At issue is a case involving online auctioneer eBay and a company called MercExchange. Last year, the Federal Circuit Court of Appeals ruled that eBay violated MercExchange's online auction patents and that eBay could be permanently enjoined, or prohibited, from using the patented technology. But as part of the ruling, the court came to a perilous conclusion, holding that patentees who prove their case have a right to permanent injunctions under all but "exceptional circumstances," like a major public health crisis. This radical rule created an "automatic injunction" standard that ignored the traditional balancing and discretion used by judges to consider how such a decision might affect other public interests--including free speech online.
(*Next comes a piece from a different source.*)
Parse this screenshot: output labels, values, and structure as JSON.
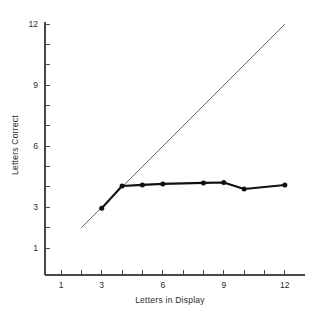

"As more and more people use software and Internet technology to express themselves online, the battle over software patents has grave implications for online speech," said EFF Staff Attorney Corynne McSherry. "Courts must work harder than ever to ensure that technologies like blogs, email, online video, and instant messaging remain free and available to the public."

The lower court's ruling stems in part from a misperception that patents are just like other forms of property, with the same rights and remedies. However, Supreme Court rulings have repeatedly emphasized that patents are a unique form of property, designed to achieve a specific public purpose: the promotion of scientific and industrial progress.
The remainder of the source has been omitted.